US stocks trade mixed while Facebook parent Meta leads rally in tech sector
- US stocks were mixed at the open Thursday, while the Nasdaq surged 2%.
- Facebook parent Meta jumped on cost-cutting measures and a share buyback.
US stocks were mixed at the open Thursday, while the Nasdaq Composite added to strong gains a day earlier led by Mark Zuckerberg's Meta.
Tech stocks rallied, with Meta up 20% on news of cost cutting measures after a $13.7 billion loss on investments in its Reality Labs project. The company plans to significantly reduce spending and increased a stock buyback plan by $40 billion.
Meanwhile, Federal Reserve raised benchmark interest rates by 25 basis points on Wednesday, which met expectations.
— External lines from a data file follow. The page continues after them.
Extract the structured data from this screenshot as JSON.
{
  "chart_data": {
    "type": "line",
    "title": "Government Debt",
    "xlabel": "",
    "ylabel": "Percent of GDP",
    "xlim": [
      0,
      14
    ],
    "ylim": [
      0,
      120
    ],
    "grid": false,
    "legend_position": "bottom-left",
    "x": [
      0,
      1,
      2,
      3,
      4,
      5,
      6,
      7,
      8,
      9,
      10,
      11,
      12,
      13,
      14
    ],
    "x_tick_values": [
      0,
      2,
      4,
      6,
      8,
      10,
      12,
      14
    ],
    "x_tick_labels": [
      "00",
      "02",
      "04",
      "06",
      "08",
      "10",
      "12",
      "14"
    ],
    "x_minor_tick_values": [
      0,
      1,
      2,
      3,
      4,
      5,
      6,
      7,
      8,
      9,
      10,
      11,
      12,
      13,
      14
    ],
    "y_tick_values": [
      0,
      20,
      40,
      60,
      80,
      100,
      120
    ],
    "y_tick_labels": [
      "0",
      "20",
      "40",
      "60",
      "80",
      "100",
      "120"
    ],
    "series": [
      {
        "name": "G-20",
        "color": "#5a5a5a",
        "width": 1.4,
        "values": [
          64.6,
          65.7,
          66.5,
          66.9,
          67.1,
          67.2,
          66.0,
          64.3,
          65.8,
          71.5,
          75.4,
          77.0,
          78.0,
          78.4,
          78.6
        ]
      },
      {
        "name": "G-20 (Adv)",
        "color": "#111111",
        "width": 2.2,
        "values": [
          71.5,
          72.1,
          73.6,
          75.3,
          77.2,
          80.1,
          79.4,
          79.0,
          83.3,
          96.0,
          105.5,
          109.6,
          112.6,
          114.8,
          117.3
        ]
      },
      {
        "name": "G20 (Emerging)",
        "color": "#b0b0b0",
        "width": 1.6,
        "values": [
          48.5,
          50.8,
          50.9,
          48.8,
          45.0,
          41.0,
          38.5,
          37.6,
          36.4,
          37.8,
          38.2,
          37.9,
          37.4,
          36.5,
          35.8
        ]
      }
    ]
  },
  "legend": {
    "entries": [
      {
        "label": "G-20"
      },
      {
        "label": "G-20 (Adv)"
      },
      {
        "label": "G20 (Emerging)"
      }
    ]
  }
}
Chairman Jerome Powell also gave investors some reason to be optimistic by asserting "that the disinflationary process has started."
But he also cautioned that rates would remain "restrictive" in order to properly tame price pressures, and added that assuming victory in the inflation fight would indeed be "premature." The latest rate hike brings the fed funds rate to a target of 4.5%-4.75%.
Here's where US indexes stood at the 9:30 a.m. opening bell on Thursday:
- S&P 500: 4,157.32, up 0.93%
- Dow Jones Industrial Average: 33,992.30, down 0.30% (100.66 points)
- Nasdaq Composite: 12,054.30, up 2.01%
Here's what else is going on:
- The European Central Bank raised rates by 50 basis points, marking a fifth-straight increase.
- Tesla's holdings of bitcoin sank nearly $2 billion in 2022.
- Meta CEO Mark Zuckerberg has added $11.6 billion to his personal wealth in the last year.
In commodities, bonds, and crypto:
- Oil prices fell, with West Texas Intermediate down 0.42% to $76.08 a barrel. Brent crude, the international benchmark, declined 0.16% to $82.71 a barrel.
- Gold pulled back 0.20% to $1,946.55 per ounce.
- The 10-year yield fell 4 basis points to 3.362%.
- Bitcoin added 0.37% to $23,896.32.